Nothing makes me feel quite as old as September 11th. I distinctly remember sitting cross-legged in front of the television watching in horror as the first tower burned, and screaming as the plane hit the second tower. With the news of the other attacks and plane crashes scrolling across the bottom of the screen, my mom and I sat in the living room, blankly watching the nightmare unfold.
It is little surprise to me that with that as such a vivd childhood memory, the sound of an airplane overhead still inspires fear in me, especially if I am anywhere above the first couple of floors in a building. Nonsensically enough, I enjoy flying, but for some reason, the sounds of planes still scare me if I think about it.
It amazes me how much that one event shaped our world. As a child, I hardly ever entered an airport, so I have no memory of how it was before the myriad of security screenings and searches became an integral part of travel. The war on terror was on the news every night. I don’t really remember a time where the US was not at war with someone.
The idea of being a child of war usually brings to mind bruised and malnourished toddlers, infants with bloated bellies, and adolescents doing the work of adults who are no longer present. But we are on the verge of a second generation just like me–one who cannot remember a time before the everlasting conflict in the middle east. In that way, we have a generation that, instead of generation x or generation y, is the generation that are all children of war. Because whether or not we are in a war zone, our worldview and perspective is shaped by what we know. And I cannot remember a day where joining the army did not mean entirely too possible active service.
9/11 is supposed to be remembrance for who we lost. I was fortunate enough not to lose anyone I personally knew. Instead, September 11th always brings to mind what I lost. I lost some of my sense of personal safety–that people could attack somewhere in the middle of the US terrified me. As cliche as it sounds, I lost some of my innocence: no one who watched could forget the people who leapt from windows and plunged to the street below to escape being burned to death.
It would be so infinitely wonderful to be able to turn on the news and not hear about whatever terrorist organization or dictator has become part of this near 14-year war. Afghanistan, Yemen, Iraq, Pakistan, Hussein, Bin Laden, Isis–I can practically breathe these names. I remember the breathless shock it was when Bin Laden was killed. One of my younger siblings though that his death would mean that every American in the Middle East could come home, that the death of one man was victory. Oh, don’t we all wish!
I wish to God that I could not search the name of my aunt’s brother and find an article about his death in Saudi Arabia as the result of a suicide bombing. I wish, when my friend told me he had enlisted and was going to basic that “Afghanistan after that.” had never had to come out of his mouth. I wish I had never had to open my laptop and see a headline about terrorist beheading journalists and posting the video on the internet. I wish I had never had to stand on a sidewalk in my hometown to see a parade honoring a dead Afghanistan vet–I wish even more that I hadn’t known what his friends said in their eulogy, hadn’t known his mother received a letter two days after she found out he was dead, hadn’t hugged his sister while she cried.
September 11th makes me feel so old, so worn and tired, and so full of empty wishful thinking for a world where such atrocities were unthinkable.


### Exercise goal:
As you look over the data below, please find each line where the word "Minimum" appears, then copy it.

### Given records:

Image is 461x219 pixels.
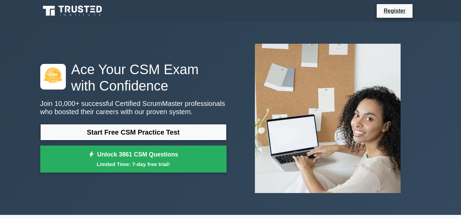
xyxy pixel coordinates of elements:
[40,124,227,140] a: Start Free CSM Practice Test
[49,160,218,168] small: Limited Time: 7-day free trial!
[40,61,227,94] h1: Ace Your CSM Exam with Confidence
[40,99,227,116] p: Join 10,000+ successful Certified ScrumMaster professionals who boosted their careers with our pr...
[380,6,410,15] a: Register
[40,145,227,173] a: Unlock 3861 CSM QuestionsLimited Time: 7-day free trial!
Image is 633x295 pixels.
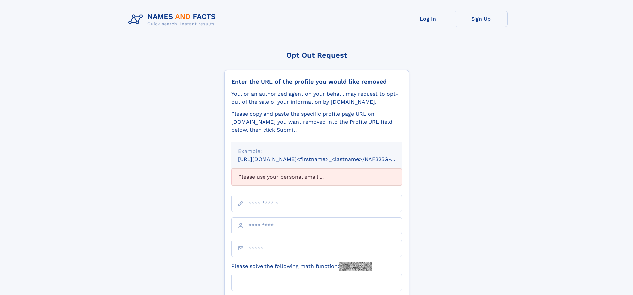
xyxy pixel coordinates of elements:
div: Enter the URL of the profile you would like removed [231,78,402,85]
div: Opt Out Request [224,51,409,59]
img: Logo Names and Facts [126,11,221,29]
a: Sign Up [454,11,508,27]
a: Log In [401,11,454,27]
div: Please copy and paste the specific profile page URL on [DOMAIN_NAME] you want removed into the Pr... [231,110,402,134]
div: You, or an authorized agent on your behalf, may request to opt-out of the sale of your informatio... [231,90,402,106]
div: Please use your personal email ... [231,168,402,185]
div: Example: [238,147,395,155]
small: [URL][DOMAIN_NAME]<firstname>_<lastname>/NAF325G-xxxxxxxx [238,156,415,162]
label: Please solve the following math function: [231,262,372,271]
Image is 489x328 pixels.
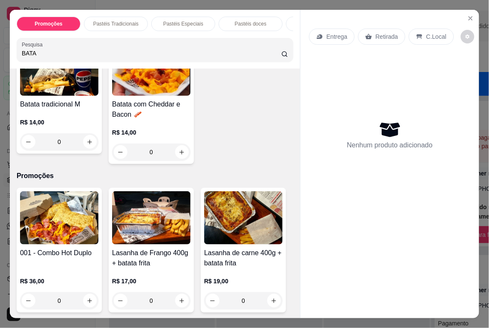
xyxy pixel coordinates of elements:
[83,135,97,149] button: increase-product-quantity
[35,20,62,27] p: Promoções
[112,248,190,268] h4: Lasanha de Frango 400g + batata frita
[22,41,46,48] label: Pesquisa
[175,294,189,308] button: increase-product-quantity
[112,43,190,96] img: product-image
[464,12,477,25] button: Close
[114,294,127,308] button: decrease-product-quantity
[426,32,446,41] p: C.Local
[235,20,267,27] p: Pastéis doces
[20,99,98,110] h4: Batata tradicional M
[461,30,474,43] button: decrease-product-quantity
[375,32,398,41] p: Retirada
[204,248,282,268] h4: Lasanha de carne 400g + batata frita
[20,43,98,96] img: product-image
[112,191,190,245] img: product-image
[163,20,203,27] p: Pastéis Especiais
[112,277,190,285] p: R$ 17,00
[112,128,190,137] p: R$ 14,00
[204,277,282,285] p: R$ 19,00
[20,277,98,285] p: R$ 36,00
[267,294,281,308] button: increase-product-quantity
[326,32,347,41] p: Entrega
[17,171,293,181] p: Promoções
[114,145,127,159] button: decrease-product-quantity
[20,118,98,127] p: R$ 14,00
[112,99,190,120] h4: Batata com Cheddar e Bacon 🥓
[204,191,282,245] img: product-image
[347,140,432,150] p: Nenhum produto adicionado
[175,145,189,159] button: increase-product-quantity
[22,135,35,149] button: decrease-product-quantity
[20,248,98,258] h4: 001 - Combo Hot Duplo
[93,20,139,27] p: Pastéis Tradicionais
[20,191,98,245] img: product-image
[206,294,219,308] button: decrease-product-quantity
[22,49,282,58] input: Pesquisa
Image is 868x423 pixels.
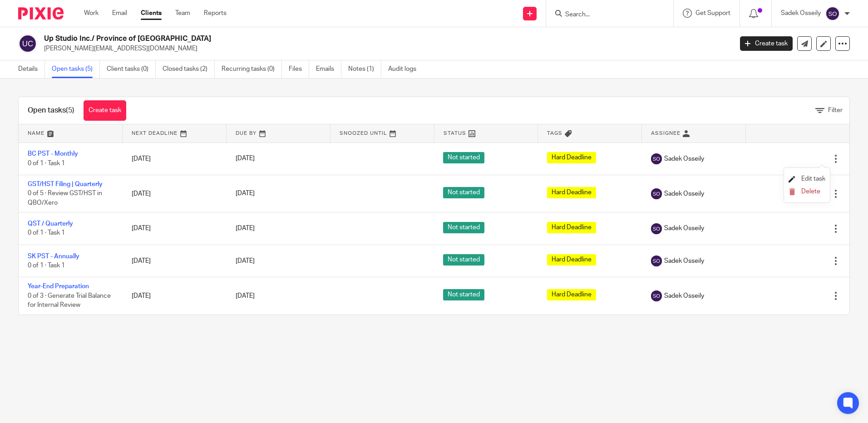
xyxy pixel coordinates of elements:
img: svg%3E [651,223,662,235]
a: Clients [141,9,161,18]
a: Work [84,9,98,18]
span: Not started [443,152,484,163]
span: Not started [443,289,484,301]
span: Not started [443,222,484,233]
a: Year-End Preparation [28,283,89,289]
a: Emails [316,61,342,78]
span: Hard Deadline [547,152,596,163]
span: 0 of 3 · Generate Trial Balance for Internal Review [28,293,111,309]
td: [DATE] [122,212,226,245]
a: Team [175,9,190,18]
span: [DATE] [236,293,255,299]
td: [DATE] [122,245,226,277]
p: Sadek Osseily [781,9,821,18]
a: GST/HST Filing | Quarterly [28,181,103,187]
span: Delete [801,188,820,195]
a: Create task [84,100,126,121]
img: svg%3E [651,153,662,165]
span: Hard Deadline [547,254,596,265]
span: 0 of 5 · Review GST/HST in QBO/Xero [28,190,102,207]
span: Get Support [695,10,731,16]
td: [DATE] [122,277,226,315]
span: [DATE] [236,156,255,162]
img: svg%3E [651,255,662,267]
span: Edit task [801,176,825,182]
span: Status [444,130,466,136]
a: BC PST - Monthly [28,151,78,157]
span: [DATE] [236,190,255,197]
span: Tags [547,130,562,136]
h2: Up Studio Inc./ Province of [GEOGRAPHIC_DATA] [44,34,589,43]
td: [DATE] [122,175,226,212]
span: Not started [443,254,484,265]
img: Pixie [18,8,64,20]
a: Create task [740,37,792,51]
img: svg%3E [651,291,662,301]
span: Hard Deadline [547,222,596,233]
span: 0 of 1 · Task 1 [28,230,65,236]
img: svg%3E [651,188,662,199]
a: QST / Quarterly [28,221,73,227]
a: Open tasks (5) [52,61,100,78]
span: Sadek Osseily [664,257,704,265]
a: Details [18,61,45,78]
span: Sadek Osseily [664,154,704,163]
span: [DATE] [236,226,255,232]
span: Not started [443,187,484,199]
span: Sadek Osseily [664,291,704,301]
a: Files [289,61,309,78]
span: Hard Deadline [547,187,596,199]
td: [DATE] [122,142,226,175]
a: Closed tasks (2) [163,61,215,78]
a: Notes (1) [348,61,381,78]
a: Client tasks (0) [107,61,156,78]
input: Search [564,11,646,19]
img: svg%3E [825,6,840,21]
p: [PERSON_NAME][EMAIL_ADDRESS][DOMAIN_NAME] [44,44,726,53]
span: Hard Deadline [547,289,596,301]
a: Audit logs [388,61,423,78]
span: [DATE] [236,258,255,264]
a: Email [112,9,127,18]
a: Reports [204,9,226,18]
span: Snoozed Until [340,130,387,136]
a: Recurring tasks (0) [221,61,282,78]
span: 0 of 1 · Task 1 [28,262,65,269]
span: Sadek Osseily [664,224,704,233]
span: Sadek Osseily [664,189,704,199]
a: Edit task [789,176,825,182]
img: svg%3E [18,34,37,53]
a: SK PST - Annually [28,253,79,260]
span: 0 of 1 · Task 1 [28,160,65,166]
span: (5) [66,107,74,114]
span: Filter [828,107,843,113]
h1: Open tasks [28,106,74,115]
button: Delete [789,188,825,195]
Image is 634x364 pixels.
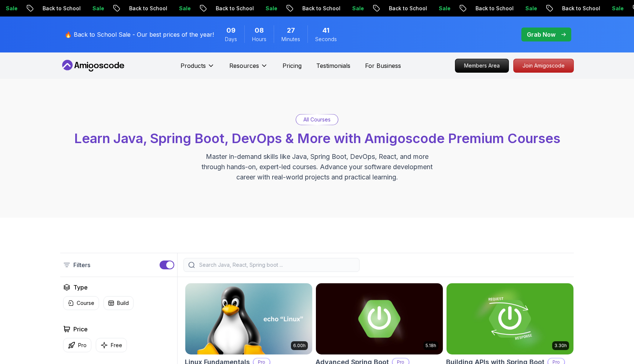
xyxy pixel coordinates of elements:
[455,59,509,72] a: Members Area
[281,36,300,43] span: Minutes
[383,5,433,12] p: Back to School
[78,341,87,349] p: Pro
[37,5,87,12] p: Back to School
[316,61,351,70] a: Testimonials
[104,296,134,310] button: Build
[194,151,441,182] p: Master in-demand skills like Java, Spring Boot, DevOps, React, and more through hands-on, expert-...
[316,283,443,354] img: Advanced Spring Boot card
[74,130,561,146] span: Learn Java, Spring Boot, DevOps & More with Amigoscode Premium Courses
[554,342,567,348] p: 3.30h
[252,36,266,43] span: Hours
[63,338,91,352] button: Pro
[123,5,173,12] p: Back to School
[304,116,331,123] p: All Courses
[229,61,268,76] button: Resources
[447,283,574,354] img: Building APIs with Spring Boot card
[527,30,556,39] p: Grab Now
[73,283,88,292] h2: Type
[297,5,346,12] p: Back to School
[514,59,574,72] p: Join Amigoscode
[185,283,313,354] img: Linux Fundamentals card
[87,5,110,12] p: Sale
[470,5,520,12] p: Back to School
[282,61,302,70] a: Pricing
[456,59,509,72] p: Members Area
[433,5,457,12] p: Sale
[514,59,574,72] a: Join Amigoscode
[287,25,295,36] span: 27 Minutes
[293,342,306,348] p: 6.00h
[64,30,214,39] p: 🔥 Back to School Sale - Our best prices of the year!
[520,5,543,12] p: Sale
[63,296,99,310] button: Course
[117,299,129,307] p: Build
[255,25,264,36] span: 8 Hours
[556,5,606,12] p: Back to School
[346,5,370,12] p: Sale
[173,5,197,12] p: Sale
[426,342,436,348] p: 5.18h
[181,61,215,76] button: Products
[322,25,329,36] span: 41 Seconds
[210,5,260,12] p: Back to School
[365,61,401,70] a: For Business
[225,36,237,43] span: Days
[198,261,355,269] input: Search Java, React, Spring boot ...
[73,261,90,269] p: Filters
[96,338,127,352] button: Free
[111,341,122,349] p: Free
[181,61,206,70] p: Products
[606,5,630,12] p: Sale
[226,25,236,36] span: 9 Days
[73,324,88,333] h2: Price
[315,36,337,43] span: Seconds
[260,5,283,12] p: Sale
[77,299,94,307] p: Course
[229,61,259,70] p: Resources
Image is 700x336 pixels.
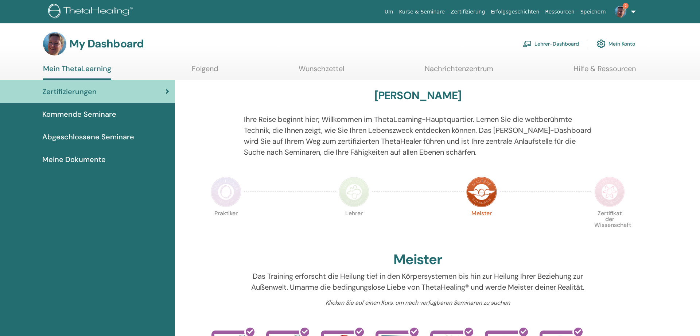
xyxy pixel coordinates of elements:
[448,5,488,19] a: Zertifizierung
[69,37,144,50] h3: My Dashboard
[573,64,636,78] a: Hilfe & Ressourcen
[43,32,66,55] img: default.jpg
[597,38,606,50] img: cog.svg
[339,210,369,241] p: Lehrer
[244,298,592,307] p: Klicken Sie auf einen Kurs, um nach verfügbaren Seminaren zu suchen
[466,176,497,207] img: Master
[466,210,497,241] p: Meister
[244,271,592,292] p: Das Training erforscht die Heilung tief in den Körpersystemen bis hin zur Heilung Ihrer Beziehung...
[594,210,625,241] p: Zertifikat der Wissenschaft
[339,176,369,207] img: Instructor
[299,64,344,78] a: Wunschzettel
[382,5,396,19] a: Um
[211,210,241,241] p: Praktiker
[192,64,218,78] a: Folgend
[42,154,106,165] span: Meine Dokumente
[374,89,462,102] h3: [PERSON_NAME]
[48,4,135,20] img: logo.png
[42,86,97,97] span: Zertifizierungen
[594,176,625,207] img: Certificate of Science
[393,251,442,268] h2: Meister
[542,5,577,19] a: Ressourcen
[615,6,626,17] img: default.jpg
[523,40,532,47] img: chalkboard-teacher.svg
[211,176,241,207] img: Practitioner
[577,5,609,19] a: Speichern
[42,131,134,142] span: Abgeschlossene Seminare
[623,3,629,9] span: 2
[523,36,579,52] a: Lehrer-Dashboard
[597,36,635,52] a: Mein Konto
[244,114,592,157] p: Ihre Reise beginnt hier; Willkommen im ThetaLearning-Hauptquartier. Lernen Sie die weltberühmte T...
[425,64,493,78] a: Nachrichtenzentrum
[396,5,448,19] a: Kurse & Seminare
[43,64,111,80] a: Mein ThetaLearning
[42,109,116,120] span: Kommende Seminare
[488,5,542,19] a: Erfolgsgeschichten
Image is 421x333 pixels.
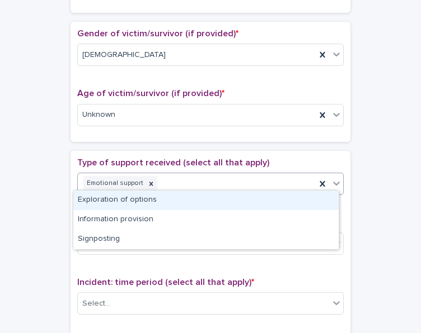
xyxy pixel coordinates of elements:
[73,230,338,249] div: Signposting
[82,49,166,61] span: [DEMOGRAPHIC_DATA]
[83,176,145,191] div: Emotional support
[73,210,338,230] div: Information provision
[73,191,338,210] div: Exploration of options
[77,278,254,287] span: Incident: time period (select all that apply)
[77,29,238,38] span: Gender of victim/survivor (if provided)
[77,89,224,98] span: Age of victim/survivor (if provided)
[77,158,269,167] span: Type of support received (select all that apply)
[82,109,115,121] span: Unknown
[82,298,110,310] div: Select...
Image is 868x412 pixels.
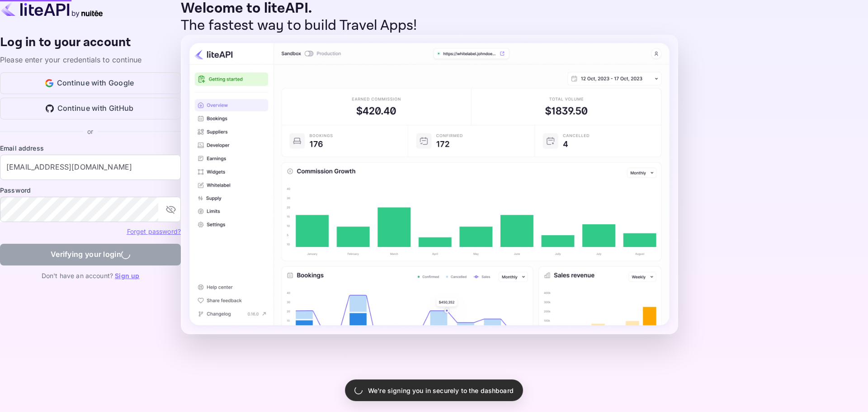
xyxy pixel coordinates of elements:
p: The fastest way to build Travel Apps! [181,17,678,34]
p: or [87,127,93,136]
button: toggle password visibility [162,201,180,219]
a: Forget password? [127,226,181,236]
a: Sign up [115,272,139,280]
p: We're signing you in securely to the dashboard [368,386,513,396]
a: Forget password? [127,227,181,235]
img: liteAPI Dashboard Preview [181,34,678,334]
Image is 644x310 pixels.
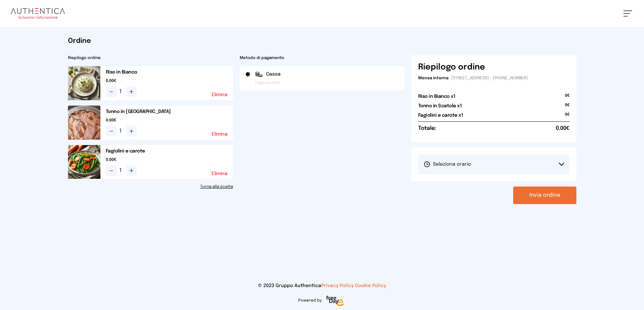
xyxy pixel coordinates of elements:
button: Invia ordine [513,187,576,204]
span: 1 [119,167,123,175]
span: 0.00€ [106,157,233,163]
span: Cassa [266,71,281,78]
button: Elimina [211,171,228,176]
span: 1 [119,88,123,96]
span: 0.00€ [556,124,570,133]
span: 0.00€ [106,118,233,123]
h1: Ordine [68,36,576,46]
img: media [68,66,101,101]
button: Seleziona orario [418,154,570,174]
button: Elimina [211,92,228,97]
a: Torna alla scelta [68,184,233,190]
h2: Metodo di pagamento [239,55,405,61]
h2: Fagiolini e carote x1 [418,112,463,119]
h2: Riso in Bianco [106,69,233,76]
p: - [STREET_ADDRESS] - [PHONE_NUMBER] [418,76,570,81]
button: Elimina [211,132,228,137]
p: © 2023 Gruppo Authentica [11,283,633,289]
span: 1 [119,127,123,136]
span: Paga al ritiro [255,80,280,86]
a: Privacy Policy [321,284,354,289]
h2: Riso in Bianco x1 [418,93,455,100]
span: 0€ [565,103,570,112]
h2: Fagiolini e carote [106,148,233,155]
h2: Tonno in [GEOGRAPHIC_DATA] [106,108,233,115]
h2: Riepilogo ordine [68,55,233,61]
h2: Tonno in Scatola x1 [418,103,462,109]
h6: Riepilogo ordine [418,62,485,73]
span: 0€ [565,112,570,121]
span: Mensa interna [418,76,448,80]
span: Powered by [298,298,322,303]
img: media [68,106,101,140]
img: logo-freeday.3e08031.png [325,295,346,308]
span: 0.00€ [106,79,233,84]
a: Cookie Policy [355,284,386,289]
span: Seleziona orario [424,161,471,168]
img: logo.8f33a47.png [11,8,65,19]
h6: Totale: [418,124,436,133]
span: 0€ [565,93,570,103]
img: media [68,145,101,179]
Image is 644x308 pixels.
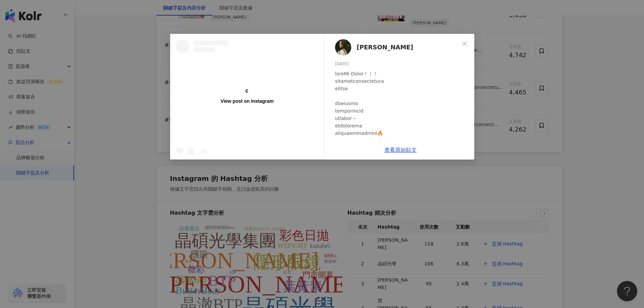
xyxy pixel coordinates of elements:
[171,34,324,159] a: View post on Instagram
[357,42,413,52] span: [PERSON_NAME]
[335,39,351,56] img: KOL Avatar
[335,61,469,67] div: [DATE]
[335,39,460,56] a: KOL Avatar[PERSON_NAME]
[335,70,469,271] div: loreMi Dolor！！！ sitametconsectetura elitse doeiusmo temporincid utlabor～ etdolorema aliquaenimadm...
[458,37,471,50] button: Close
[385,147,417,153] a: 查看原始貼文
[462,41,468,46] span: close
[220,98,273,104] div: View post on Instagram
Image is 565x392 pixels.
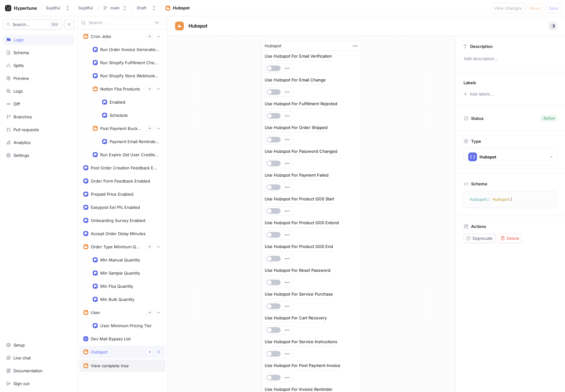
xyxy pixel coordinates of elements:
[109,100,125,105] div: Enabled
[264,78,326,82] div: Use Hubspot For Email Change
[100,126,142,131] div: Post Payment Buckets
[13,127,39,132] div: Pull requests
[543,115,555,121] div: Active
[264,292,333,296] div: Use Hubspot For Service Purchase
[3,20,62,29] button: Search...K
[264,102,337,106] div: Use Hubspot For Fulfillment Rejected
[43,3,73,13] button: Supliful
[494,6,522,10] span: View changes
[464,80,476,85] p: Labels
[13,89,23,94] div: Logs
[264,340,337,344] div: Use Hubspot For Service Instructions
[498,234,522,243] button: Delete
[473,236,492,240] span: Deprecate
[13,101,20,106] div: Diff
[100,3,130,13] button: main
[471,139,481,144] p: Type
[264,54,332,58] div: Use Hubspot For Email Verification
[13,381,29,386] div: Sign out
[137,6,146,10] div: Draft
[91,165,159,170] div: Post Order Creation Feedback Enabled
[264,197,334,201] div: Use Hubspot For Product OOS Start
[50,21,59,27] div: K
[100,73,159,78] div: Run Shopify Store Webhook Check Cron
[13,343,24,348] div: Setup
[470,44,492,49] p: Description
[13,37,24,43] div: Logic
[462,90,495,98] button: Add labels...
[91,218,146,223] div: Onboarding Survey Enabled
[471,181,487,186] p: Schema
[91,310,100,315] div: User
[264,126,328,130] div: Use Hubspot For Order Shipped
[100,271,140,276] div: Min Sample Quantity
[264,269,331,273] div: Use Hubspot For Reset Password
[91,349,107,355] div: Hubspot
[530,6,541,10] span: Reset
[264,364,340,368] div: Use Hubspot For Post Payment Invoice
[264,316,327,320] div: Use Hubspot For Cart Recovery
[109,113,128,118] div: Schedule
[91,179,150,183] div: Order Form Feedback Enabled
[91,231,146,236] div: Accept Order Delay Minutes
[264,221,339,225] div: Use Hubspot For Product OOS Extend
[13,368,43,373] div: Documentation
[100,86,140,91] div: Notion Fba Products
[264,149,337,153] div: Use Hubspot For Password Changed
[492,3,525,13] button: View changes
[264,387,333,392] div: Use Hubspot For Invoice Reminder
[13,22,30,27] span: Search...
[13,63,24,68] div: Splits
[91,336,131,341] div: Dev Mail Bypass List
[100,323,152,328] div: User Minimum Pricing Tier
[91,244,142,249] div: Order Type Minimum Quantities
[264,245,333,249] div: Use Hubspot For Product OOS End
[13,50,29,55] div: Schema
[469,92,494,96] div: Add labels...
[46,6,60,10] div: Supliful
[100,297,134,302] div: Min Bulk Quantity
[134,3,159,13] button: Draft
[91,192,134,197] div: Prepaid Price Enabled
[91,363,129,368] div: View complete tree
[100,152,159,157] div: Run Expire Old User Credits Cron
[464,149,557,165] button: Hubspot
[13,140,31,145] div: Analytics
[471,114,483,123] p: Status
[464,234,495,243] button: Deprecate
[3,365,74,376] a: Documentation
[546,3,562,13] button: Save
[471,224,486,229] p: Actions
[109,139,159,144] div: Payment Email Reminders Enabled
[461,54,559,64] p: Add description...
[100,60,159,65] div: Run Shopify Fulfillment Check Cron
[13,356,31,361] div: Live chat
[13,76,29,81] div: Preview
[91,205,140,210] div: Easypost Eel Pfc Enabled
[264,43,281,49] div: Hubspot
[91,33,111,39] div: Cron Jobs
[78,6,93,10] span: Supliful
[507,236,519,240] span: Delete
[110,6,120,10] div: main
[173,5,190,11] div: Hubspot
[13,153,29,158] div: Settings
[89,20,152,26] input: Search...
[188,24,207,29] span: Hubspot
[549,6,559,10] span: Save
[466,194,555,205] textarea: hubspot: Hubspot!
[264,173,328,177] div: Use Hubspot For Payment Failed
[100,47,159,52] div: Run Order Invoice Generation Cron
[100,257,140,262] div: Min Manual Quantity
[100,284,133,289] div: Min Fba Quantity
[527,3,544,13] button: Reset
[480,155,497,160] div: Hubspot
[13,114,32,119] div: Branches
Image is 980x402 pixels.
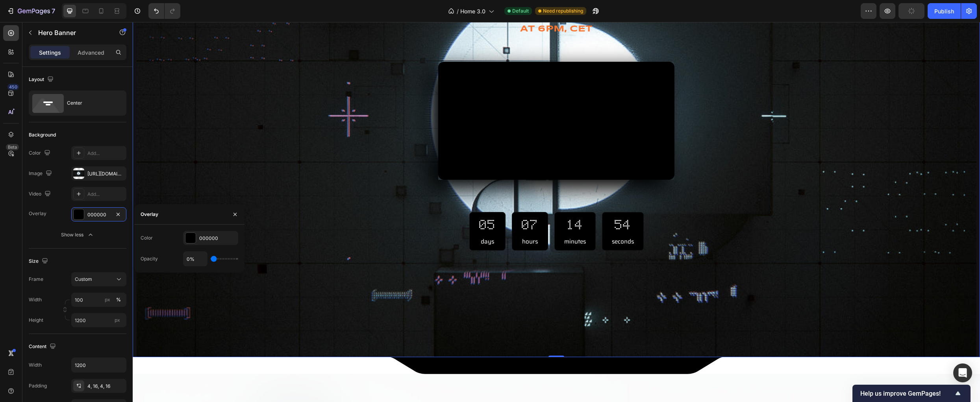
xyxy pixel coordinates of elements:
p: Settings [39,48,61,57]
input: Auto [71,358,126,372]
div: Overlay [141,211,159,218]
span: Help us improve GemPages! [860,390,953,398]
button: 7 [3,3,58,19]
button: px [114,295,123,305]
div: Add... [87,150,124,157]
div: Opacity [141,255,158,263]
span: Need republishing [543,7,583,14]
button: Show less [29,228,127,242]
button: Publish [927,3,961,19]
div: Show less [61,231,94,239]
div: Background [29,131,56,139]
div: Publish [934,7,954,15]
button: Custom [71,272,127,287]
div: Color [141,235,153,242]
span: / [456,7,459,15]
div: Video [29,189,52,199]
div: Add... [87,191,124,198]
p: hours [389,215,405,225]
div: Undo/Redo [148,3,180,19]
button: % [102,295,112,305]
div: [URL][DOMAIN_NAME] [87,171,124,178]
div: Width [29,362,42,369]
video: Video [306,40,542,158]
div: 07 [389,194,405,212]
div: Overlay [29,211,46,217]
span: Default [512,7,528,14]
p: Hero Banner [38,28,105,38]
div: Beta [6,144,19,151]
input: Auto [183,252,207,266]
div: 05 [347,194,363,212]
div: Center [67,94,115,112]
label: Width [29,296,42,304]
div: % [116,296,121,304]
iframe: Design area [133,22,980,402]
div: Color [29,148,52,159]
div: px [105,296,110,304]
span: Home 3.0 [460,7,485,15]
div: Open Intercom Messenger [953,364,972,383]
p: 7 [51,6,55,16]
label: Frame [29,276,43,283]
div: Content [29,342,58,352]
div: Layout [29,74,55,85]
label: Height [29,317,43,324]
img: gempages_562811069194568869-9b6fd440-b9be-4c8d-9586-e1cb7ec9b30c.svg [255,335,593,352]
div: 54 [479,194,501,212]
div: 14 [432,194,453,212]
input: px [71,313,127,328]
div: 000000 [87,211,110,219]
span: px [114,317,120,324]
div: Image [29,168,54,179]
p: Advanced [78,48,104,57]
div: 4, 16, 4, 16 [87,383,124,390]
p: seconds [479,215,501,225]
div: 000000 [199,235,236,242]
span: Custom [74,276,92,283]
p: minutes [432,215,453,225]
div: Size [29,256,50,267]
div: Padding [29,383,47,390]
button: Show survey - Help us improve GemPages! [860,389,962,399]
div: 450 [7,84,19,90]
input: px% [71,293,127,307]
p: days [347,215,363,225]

### Answer space:
[100,323,152,328] div: User Minimum Pricing Tier
[91,244,142,249] div: Order Type Minimum Quantities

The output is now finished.